%%

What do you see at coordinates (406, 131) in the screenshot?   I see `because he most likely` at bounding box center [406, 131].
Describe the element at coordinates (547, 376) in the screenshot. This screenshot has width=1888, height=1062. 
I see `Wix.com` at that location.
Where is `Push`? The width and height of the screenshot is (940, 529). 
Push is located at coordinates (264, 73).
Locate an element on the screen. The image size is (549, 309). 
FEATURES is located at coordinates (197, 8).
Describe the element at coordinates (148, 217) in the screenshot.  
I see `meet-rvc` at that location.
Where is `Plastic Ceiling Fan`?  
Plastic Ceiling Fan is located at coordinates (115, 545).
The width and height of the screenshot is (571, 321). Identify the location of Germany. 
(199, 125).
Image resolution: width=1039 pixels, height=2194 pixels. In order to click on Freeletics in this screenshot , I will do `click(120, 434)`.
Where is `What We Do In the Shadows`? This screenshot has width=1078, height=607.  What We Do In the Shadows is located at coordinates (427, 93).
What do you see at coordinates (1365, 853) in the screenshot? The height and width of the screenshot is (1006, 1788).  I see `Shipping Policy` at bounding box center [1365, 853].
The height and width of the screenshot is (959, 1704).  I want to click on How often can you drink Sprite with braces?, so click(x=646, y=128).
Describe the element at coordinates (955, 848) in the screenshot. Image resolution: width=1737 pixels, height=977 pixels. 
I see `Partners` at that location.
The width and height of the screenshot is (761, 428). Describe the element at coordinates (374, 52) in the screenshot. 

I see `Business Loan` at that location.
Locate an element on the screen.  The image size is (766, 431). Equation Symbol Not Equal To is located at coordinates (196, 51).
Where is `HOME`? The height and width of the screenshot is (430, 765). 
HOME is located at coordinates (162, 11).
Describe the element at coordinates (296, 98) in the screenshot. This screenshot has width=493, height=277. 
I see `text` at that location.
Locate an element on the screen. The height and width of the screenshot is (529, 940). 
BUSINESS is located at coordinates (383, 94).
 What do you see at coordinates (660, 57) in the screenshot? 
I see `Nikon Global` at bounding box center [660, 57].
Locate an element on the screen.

%%

** WORK ITEM **
Provide all the records again, word for word.

** RESULT OF THIS TASK **
What do you see at coordinates (406, 131) in the screenshot?   I see `because he most likely` at bounding box center [406, 131].
Describe the element at coordinates (547, 376) in the screenshot. This screenshot has width=1888, height=1062. 
I see `Wix.com` at that location.
Where is `Push`? The width and height of the screenshot is (940, 529). 
Push is located at coordinates (264, 73).
Locate an element on the screen. The image size is (549, 309). 
FEATURES is located at coordinates (197, 8).
Describe the element at coordinates (148, 217) in the screenshot.  
I see `meet-rvc` at that location.
Where is `Plastic Ceiling Fan`?  
Plastic Ceiling Fan is located at coordinates (115, 545).
The width and height of the screenshot is (571, 321). Identify the location of Germany. 
(199, 125).
Image resolution: width=1039 pixels, height=2194 pixels. In order to click on Freeletics in this screenshot , I will do `click(120, 434)`.
Where is `What We Do In the Shadows`? This screenshot has width=1078, height=607.  What We Do In the Shadows is located at coordinates (427, 93).
What do you see at coordinates (1365, 853) in the screenshot? The height and width of the screenshot is (1006, 1788).  I see `Shipping Policy` at bounding box center [1365, 853].
The height and width of the screenshot is (959, 1704).  I want to click on How often can you drink Sprite with braces?, so click(x=646, y=128).
Describe the element at coordinates (955, 848) in the screenshot. Image resolution: width=1737 pixels, height=977 pixels. 
I see `Partners` at that location.
The width and height of the screenshot is (761, 428). Describe the element at coordinates (374, 52) in the screenshot. 

I see `Business Loan` at that location.
Locate an element on the screen.  The image size is (766, 431). Equation Symbol Not Equal To is located at coordinates (196, 51).
Where is `HOME`? The height and width of the screenshot is (430, 765). 
HOME is located at coordinates (162, 11).
Describe the element at coordinates (296, 98) in the screenshot. This screenshot has width=493, height=277. 
I see `text` at that location.
Locate an element on the screen. The height and width of the screenshot is (529, 940). 
BUSINESS is located at coordinates (383, 94).
 What do you see at coordinates (660, 57) in the screenshot? 
I see `Nikon Global` at bounding box center [660, 57].
Locate an element on the screen.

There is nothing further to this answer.